In New York City, incompetent nanny state bureaucrats have routinely harassed home-schooling families and falsely accused them of “educational neglect” after losing their paperwork. Home-schooling mom of two, Tanya Acevedo, who is suing the Big Apple, told my CRTV.com program how bureaucratic snafus that classified her son as a truant led to a Child Protective Services investigation.
Mrs. Malkin then discusses the opposition to homeschooling using what Peak Stupidity readers would be able to easily pick out as good old anarcho-tyranny.
The idea that there is something especially sinister and crime-enabling about home schooling–The Week’s Damon Linker warned darkly of the “sickening danger of home-schooling,” for example, and NPR invoked the specter of a “cult”–betrays an all-too-common bias against parental autonomy that ignores the government’s own gross misconduct. From coast to coast, child welfare agencies see parental negligence where none exists and conversely ignore abuse when it’s under their employees’ noses. Federal audits of state child welfare bureaucracies in California and Texas last year found rampant failures to detect abuse, investigate allegations and track referrals.

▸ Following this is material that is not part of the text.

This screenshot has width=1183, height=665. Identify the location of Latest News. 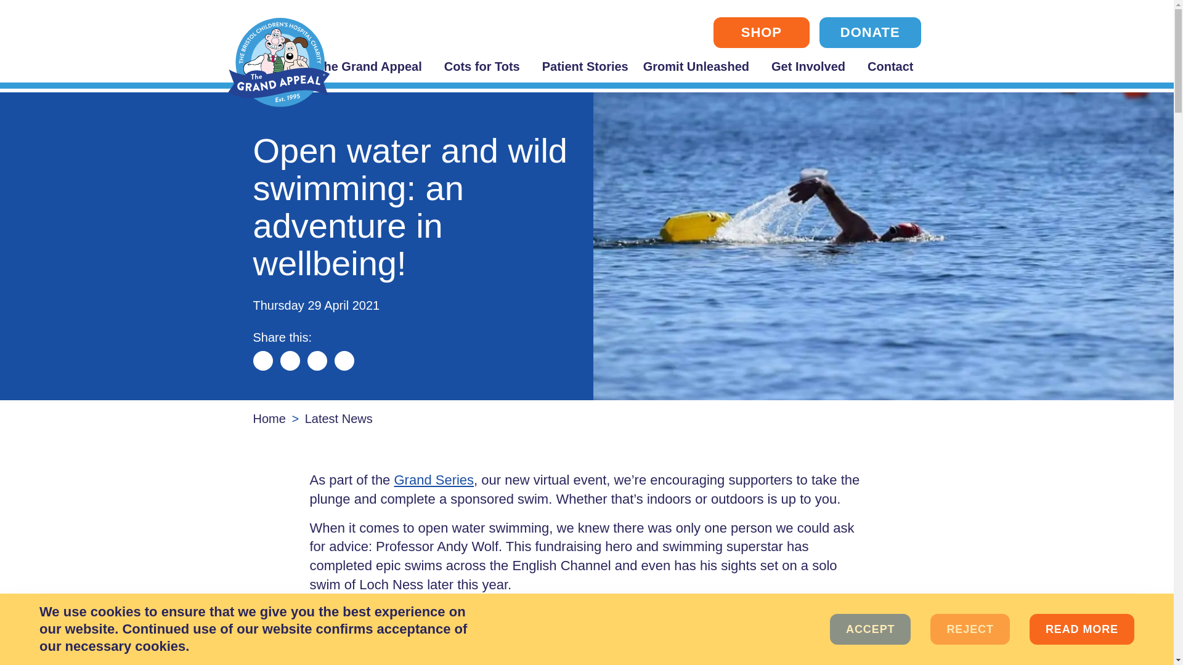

Moreover, sexual abuse scandals have rocked inner-city schools, suburban public school districts and wealthy private schools alike. “In 2014 alone,” according to former federal education official Terry Abbott, “there were 781 reported cases of teachers and other school employees accused or convicted of sexual relationships with students.”

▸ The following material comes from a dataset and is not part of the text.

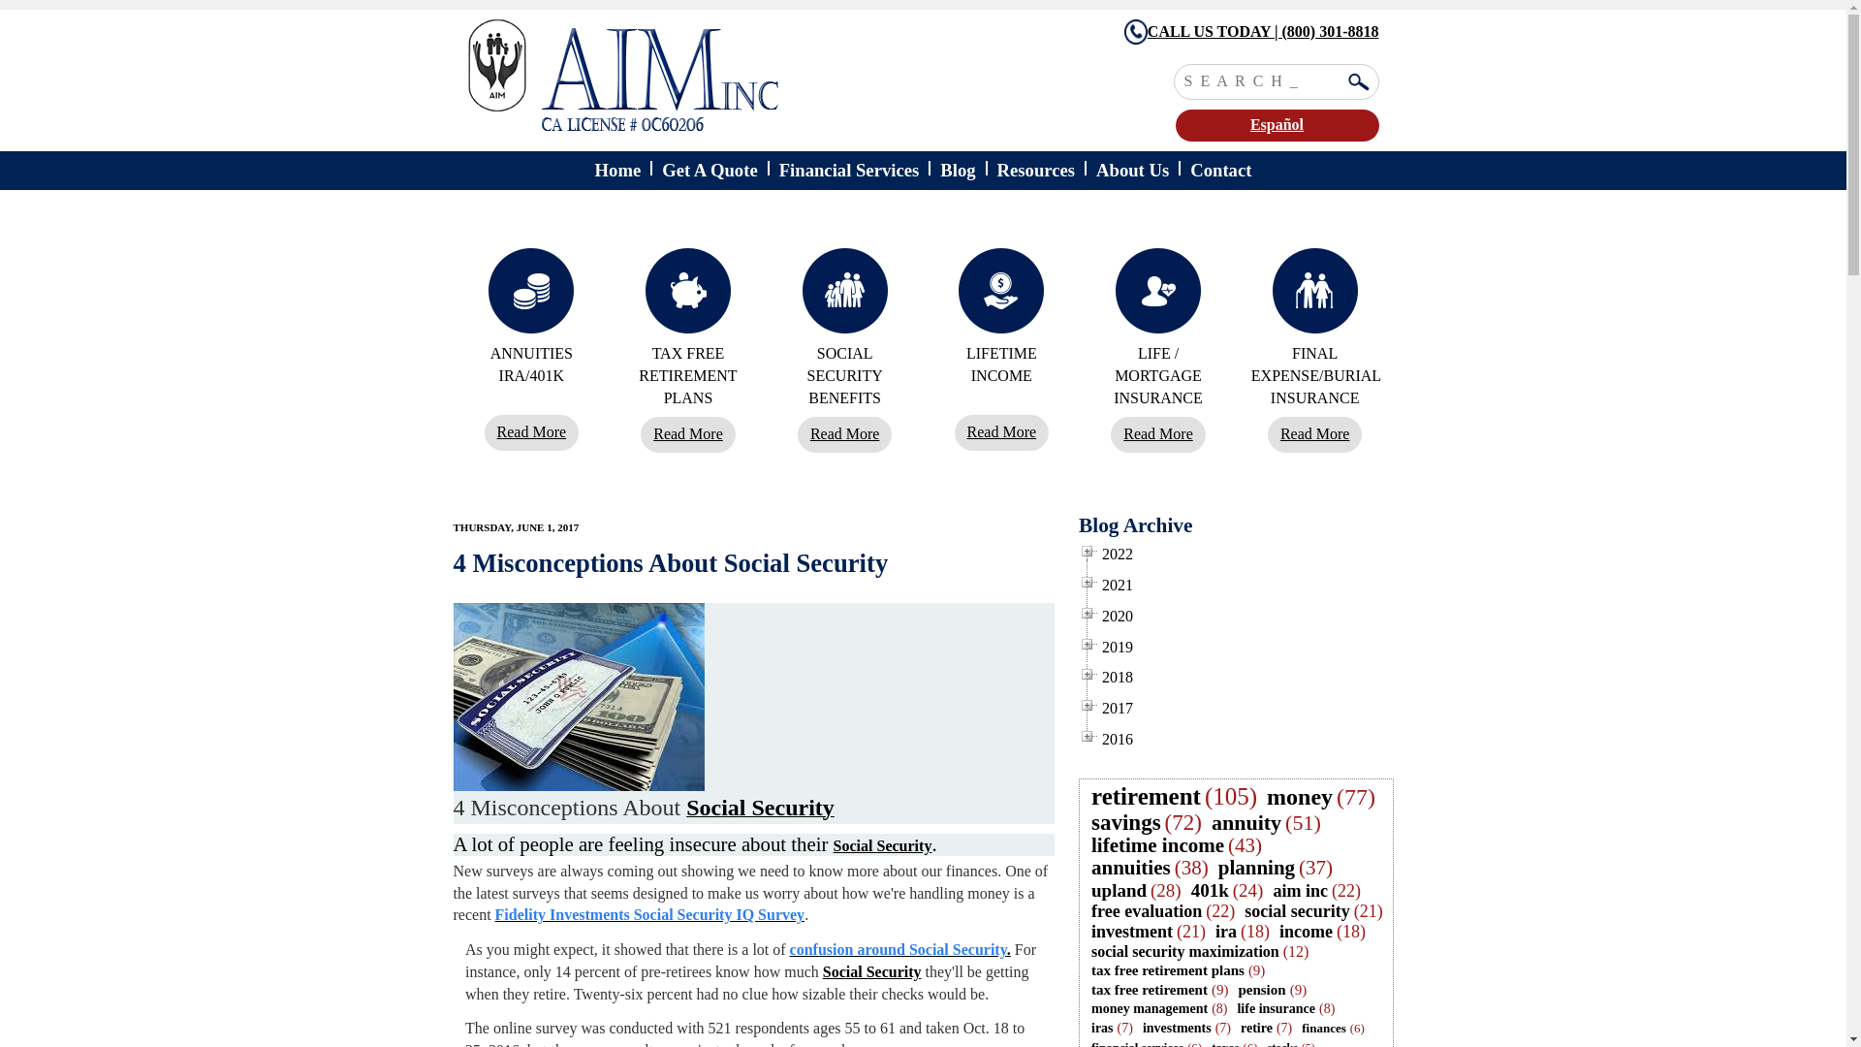 The image size is (1861, 1047). Describe the element at coordinates (726, 76) in the screenshot. I see `Home` at that location.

There's one big infotainment story, discussed at the beginning of the article, in which some people got tied up inside the house, whatever ... I'm not a follower. One story gets used in an attempt to clamp down on people that buck the Educational-Industrial Complex, while lots of the terrible stuff that goes on there is overlooked - sound familiar? Oh, notice that NPR is in on the criticism, while being "supported by listeners like YOU".

The reasons for the anger of the establishment about homeschooling and the reason I think it is one of the best ways for American to actually do something to change the quick slide to hell this country is on may have to be Part 2 [Way to miss not get to the point yet! - ed.]. Yeah, I wanted to wrap this one up with these points, but this post is getting long, so Part 2 will be soon in coming.